Arrived at the gardens she found herself quite disinclined to begin the announcement of either decision. She was quite exceptionally glad to see Mr. Brumley; he was dressed in a new suit of lighter brown that became him very well indeed, the day was warm and bright, a day of scyllas and daffodils and snow-upon-the-mountains and green-powdered trees and frank sunshine,--and the warmth of her feelings for her friend merged indistinguishably with the springtime stir and glow. They walked across the bright turf together in a state of unjustifiable happiness, purring little admirations at the ingenious elegance of creation at its best as gardeners set it out for our edification, and the whole tenor of Lady Harman's mind was to make this occasion an escape from the particular business that had brought her thither.
"We'll look for daffodils away there towards the river under the trees,"
said Mr. Brumley, and it seemed preposterous not to enjoy those daffodils at least before she broached the great issue between an irresistible force and an immoveable post, that occupied her mental background.
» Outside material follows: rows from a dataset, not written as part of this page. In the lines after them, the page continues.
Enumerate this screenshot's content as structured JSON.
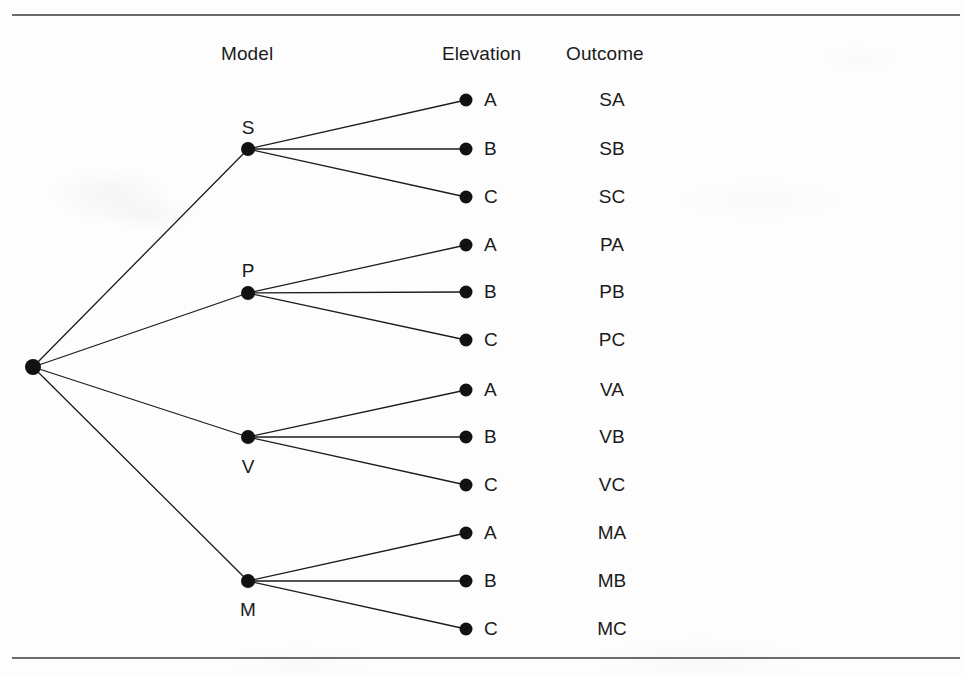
{
  "figure": {
    "type": "probability-tree-diagram",
    "background_color": "#fdfdfd",
    "ink_color": "#1b1b1b",
    "rule_color": "#4a4a4a"
  },
  "headers": {
    "model": "Model",
    "elevation": "Elevation",
    "outcome": "Outcome"
  },
  "root": {
    "label": "",
    "x": 33,
    "y": 367
  },
  "models": [
    {
      "label": "S",
      "x": 248,
      "y": 149,
      "label_position": "above",
      "label_x": 233,
      "label_y": 118,
      "elevations": [
        {
          "label": "A",
          "x": 466,
          "y": 100,
          "outcome": "SA"
        },
        {
          "label": "B",
          "x": 466,
          "y": 149,
          "outcome": "SB"
        },
        {
          "label": "C",
          "x": 466,
          "y": 197,
          "outcome": "SC"
        }
      ]
    },
    {
      "label": "P",
      "x": 248,
      "y": 293,
      "label_position": "above",
      "label_x": 233,
      "label_y": 261,
      "elevations": [
        {
          "label": "A",
          "x": 466,
          "y": 245,
          "outcome": "PA"
        },
        {
          "label": "B",
          "x": 466,
          "y": 292,
          "outcome": "PB"
        },
        {
          "label": "C",
          "x": 466,
          "y": 340,
          "outcome": "PC"
        }
      ]
    },
    {
      "label": "V",
      "x": 248,
      "y": 437,
      "label_position": "below",
      "label_x": 233,
      "label_y": 457,
      "elevations": [
        {
          "label": "A",
          "x": 466,
          "y": 390,
          "outcome": "VA"
        },
        {
          "label": "B",
          "x": 466,
          "y": 437,
          "outcome": "VB"
        },
        {
          "label": "C",
          "x": 466,
          "y": 485,
          "outcome": "VC"
        }
      ]
    },
    {
      "label": "M",
      "x": 248,
      "y": 581,
      "label_position": "below",
      "label_x": 233,
      "label_y": 600,
      "elevations": [
        {
          "label": "A",
          "x": 466,
          "y": 533,
          "outcome": "MA"
        },
        {
          "label": "B",
          "x": 466,
          "y": 581,
          "outcome": "MB"
        },
        {
          "label": "C",
          "x": 466,
          "y": 629,
          "outcome": "MC"
        }
      ]
    }
  ],
  "geometry": {
    "leaf_letter_x": 484,
    "outcome_center_x": 612,
    "node_radius_root": 8,
    "node_radius_model": 7,
    "node_radius_leaf": 6.5,
    "edge_width": 1.3,
    "rule_left": 12,
    "rule_width": 948,
    "rule_top_y": 14,
    "rule_bottom_y": 657
  }
}
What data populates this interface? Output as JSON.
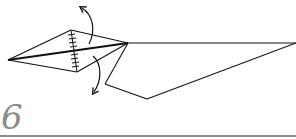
{
  "step": {
    "number": "6"
  },
  "figure": {
    "stroke_color": "#111111",
    "rule_color": "#8e8e8e",
    "step_number_color": "#8a8a8a",
    "arrows": [
      {
        "name": "fold-up-arrow",
        "direction": "up"
      },
      {
        "name": "fold-down-arrow",
        "direction": "down"
      }
    ]
  }
}
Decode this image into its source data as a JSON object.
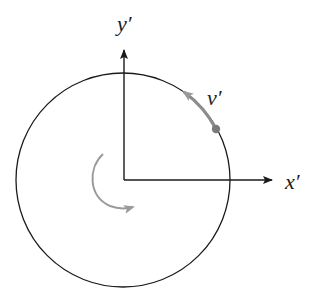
{
  "diagram": {
    "type": "rotating-frame-circle",
    "labels": {
      "y_axis": "y′",
      "x_axis": "x′",
      "velocity": "v′"
    },
    "colors": {
      "axes": "#1a1a1a",
      "circle": "#1a1a1a",
      "velocity_arrow": "#8c8c8c",
      "rotation_arrow": "#9a9a9a",
      "point": "#7a7a7a"
    }
  }
}
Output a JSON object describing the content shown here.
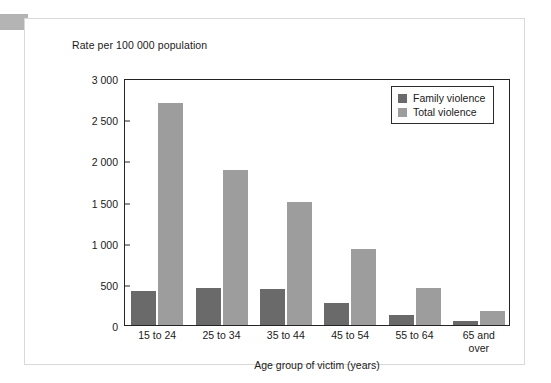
{
  "chart_data": {
    "type": "bar",
    "title": "",
    "ylabel": "Rate per 100 000 population",
    "xlabel": "Age group of victim (years)",
    "ylim": [
      0,
      3000
    ],
    "yticks": [
      0,
      500,
      1000,
      1500,
      2000,
      2500,
      3000
    ],
    "ytick_labels": [
      "0",
      "500",
      "1 000",
      "1 500",
      "2 000",
      "2 500",
      "3 000"
    ],
    "grid": false,
    "legend_position": "top-right",
    "categories": [
      "15 to 24",
      "25 to 34",
      "35 to 44",
      "45 to 54",
      "55 to 64",
      "65 and\nover"
    ],
    "category_labels": [
      {
        "line1": "15 to 24",
        "line2": ""
      },
      {
        "line1": "25 to 34",
        "line2": ""
      },
      {
        "line1": "35 to 44",
        "line2": ""
      },
      {
        "line1": "45 to 54",
        "line2": ""
      },
      {
        "line1": "55 to 64",
        "line2": ""
      },
      {
        "line1": "65 and",
        "line2": "over"
      }
    ],
    "series": [
      {
        "name": "Family violence",
        "color": "#6a6a6a",
        "values": [
          410,
          450,
          435,
          265,
          120,
          50
        ]
      },
      {
        "name": "Total violence",
        "color": "#9d9d9d",
        "values": [
          2700,
          1885,
          1490,
          920,
          445,
          175
        ]
      }
    ]
  },
  "legend": {
    "entries": [
      {
        "label": "Family violence",
        "color": "#6a6a6a"
      },
      {
        "label": "Total violence",
        "color": "#9d9d9d"
      }
    ]
  },
  "colors": {
    "family_violence": "#6a6a6a",
    "total_violence": "#9d9d9d",
    "axis": "#242424",
    "text": "#1a1a1a",
    "card_border": "#d9d9d9",
    "corner_block": "#b4b4b4"
  }
}
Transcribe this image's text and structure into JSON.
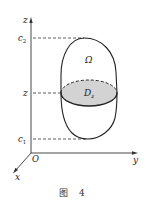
{
  "figure": {
    "caption": "图 4",
    "axes": {
      "z_label": "z",
      "y_label": "y",
      "x_label": "x",
      "origin_label": "O"
    },
    "levels": {
      "upper": {
        "name": "c",
        "sub": "2"
      },
      "middle": {
        "name": "z"
      },
      "lower": {
        "name": "c",
        "sub": "1"
      }
    },
    "region_label": "Ω",
    "cross_section": {
      "name": "D",
      "sub": "z",
      "fill": "#d3d3d3"
    },
    "colors": {
      "stroke": "#222222",
      "cross_section_fill": "#d3d3d3"
    }
  }
}
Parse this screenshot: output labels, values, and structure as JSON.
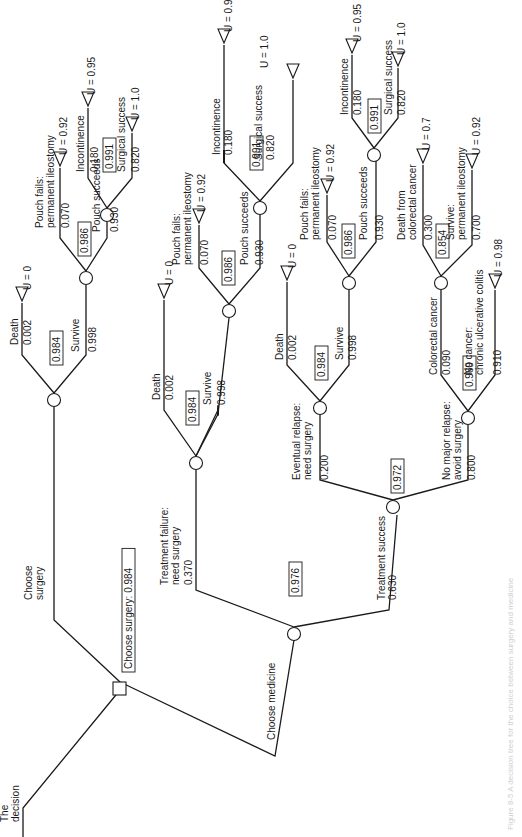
{
  "root": {
    "label": "The decision",
    "best_choice_label": "Choose surgery: 0.984",
    "choices": [
      {
        "id": "surgery",
        "label": [
          "Choose",
          "surgery"
        ],
        "ev": "0.984",
        "outcomes": [
          {
            "id": "s_death",
            "label": [
              "Death"
            ],
            "p": "0.002",
            "utility": "U = 0"
          },
          {
            "id": "s_survive",
            "label": [
              "Survive"
            ],
            "p": "0.998",
            "ev": "0.986",
            "outcomes": [
              {
                "id": "s_pfail",
                "label": [
                  "Pouch fails:",
                  "permanent ileostomy"
                ],
                "p": "0.070",
                "utility": "U = 0.92"
              },
              {
                "id": "s_psucc",
                "label": [
                  "Pouch succeeds"
                ],
                "p": "0.930",
                "ev": "0.991",
                "outcomes": [
                  {
                    "id": "s_inc",
                    "label": [
                      "Incontinence"
                    ],
                    "p": "0.180",
                    "utility": "U = 0.95"
                  },
                  {
                    "id": "s_ss",
                    "label": [
                      "Surgical success"
                    ],
                    "p": "0.820",
                    "utility": "U = 1.0"
                  }
                ]
              }
            ]
          }
        ]
      },
      {
        "id": "medicine",
        "label": [
          "Choose medicine"
        ],
        "ev": "0.976",
        "outcomes": [
          {
            "id": "m_tf",
            "label": [
              "Treatment failure:",
              "need surgery"
            ],
            "p": "0.370",
            "ev": "0.984",
            "outcomes": [
              {
                "id": "m_tf_death",
                "label": [
                  "Death"
                ],
                "p": "0.002",
                "utility": "U = 0"
              },
              {
                "id": "m_tf_survive",
                "label": [
                  "Survive"
                ],
                "p": "0.998",
                "ev": "0.986",
                "outcomes": [
                  {
                    "id": "m_tf_pfail",
                    "label": [
                      "Pouch fails:",
                      "permanent ileostomy"
                    ],
                    "p": "0.070",
                    "utility": "U = 0.92"
                  },
                  {
                    "id": "m_tf_psucc",
                    "label": [
                      "Pouch succeeds"
                    ],
                    "p": "0.930",
                    "ev": "0.991",
                    "outcomes": [
                      {
                        "id": "m_tf_inc",
                        "label": [
                          "Incontinence"
                        ],
                        "p": "0.180",
                        "utility": "U = 0.95"
                      },
                      {
                        "id": "m_tf_ss",
                        "label": [
                          "Surgical success"
                        ],
                        "p": "0.820",
                        "utility": "U = 1.0"
                      }
                    ]
                  }
                ]
              }
            ]
          },
          {
            "id": "m_ts",
            "label": [
              "Treatment success"
            ],
            "p": "0.630",
            "ev": "0.972",
            "outcomes": [
              {
                "id": "m_rel",
                "label": [
                  "Eventual relapse:",
                  "need surgery"
                ],
                "p": "0.200",
                "ev": "0.984",
                "outcomes": [
                  {
                    "id": "m_rel_death",
                    "label": [
                      "Death"
                    ],
                    "p": "0.002",
                    "utility": "U = 0"
                  },
                  {
                    "id": "m_rel_survive",
                    "label": [
                      "Survive"
                    ],
                    "p": "0.998",
                    "ev": "0.986",
                    "outcomes": [
                      {
                        "id": "m_rel_pfail",
                        "label": [
                          "Pouch fails:",
                          "permanent ileostomy"
                        ],
                        "p": "0.070",
                        "utility": "U = 0.92"
                      },
                      {
                        "id": "m_rel_psucc",
                        "label": [
                          "Pouch succeeds"
                        ],
                        "p": "0.930",
                        "ev": "0.991",
                        "outcomes": [
                          {
                            "id": "m_rel_inc",
                            "label": [
                              "Incontinence"
                            ],
                            "p": "0.180",
                            "utility": "U = 0.95"
                          },
                          {
                            "id": "m_rel_ss",
                            "label": [
                              "Surgical success"
                            ],
                            "p": "0.820",
                            "utility": "U = 1.0"
                          }
                        ]
                      }
                    ]
                  }
                ]
              },
              {
                "id": "m_norel",
                "label": [
                  "No major relapse:",
                  "avoid surgery"
                ],
                "p": "0.800",
                "ev": "0.969",
                "outcomes": [
                  {
                    "id": "m_cc",
                    "label": [
                      "Colorectal cancer"
                    ],
                    "p": "0.090",
                    "ev": "0.854",
                    "outcomes": [
                      {
                        "id": "m_cc_death",
                        "label": [
                          "Death from",
                          "colorectal cancer"
                        ],
                        "p": "0.300",
                        "utility": "U = 0.7"
                      },
                      {
                        "id": "m_cc_survive",
                        "label": [
                          "Survive:",
                          "permanent ileostomy"
                        ],
                        "p": "0.700",
                        "utility": "U = 0.92"
                      }
                    ]
                  },
                  {
                    "id": "m_nocancer",
                    "label": [
                      "No cancer:",
                      "chronic ulcerative colitis"
                    ],
                    "p": "0.910",
                    "utility": "U = 0.98"
                  }
                ]
              }
            ]
          }
        ]
      }
    ]
  },
  "caption": "Figure 8-5  A decision tree for the choice between surgery and medicine"
}
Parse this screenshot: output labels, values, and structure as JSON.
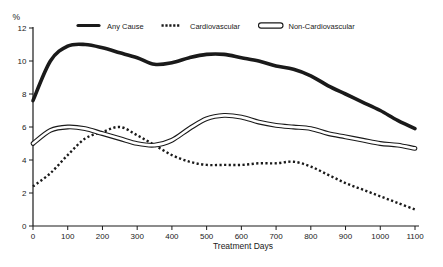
{
  "colors": {
    "ink": "#1a1a1a",
    "background": "#ffffff"
  },
  "legend": [
    {
      "label": "Any Cause",
      "style": "solid-thick"
    },
    {
      "label": "Cardiovascular",
      "style": "dotted"
    },
    {
      "label": "Non-Cardiovascular",
      "style": "outlined-capsule"
    }
  ],
  "chart_data": {
    "type": "line",
    "title": "",
    "xlabel": "Treatment Days",
    "ylabel": "%",
    "xlim": [
      0,
      1100
    ],
    "ylim": [
      0,
      12
    ],
    "x_ticks": [
      0,
      100,
      200,
      300,
      400,
      500,
      600,
      700,
      800,
      900,
      1000,
      1100
    ],
    "y_ticks": [
      0,
      2,
      4,
      6,
      8,
      10,
      12
    ],
    "grid": false,
    "legend_position": "top",
    "x": [
      0,
      50,
      100,
      150,
      200,
      250,
      300,
      350,
      400,
      450,
      500,
      550,
      600,
      650,
      700,
      750,
      800,
      850,
      900,
      950,
      1000,
      1050,
      1100
    ],
    "series": [
      {
        "name": "Any Cause",
        "style": "solid-thick",
        "values": [
          7.6,
          10.0,
          10.9,
          11.0,
          10.8,
          10.5,
          10.2,
          9.8,
          9.9,
          10.2,
          10.4,
          10.4,
          10.2,
          10.0,
          9.7,
          9.5,
          9.1,
          8.5,
          8.0,
          7.5,
          7.0,
          6.4,
          5.9
        ]
      },
      {
        "name": "Cardiovascular",
        "style": "dotted",
        "values": [
          2.4,
          3.2,
          4.3,
          5.3,
          5.7,
          6.0,
          5.5,
          4.9,
          4.3,
          3.9,
          3.7,
          3.7,
          3.7,
          3.8,
          3.8,
          3.9,
          3.6,
          3.1,
          2.6,
          2.2,
          1.8,
          1.4,
          1.0
        ]
      },
      {
        "name": "Non-Cardiovascular",
        "style": "outlined-capsule",
        "values": [
          5.0,
          5.8,
          6.0,
          5.9,
          5.6,
          5.3,
          5.0,
          4.9,
          5.2,
          5.9,
          6.5,
          6.7,
          6.6,
          6.3,
          6.1,
          6.0,
          5.9,
          5.6,
          5.4,
          5.2,
          5.0,
          4.9,
          4.7
        ]
      }
    ]
  }
}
Mr. Brumley was quite at his best that afternoon. He was happy, gay and deferential; he made her realize by his every tone and movement that if he had his choice of the whole world that afternoon and all its inhabitants and everything, there was no other place in which he would be, no other companion, no other occupation than this he had. He talked of spring and flowers, quoted poets and added the treasures of a well-stored mind to the amenities of the day. "It's good to take a holiday at times," he said, and after that it was more difficult than ever to talk about the trouble of the hostels.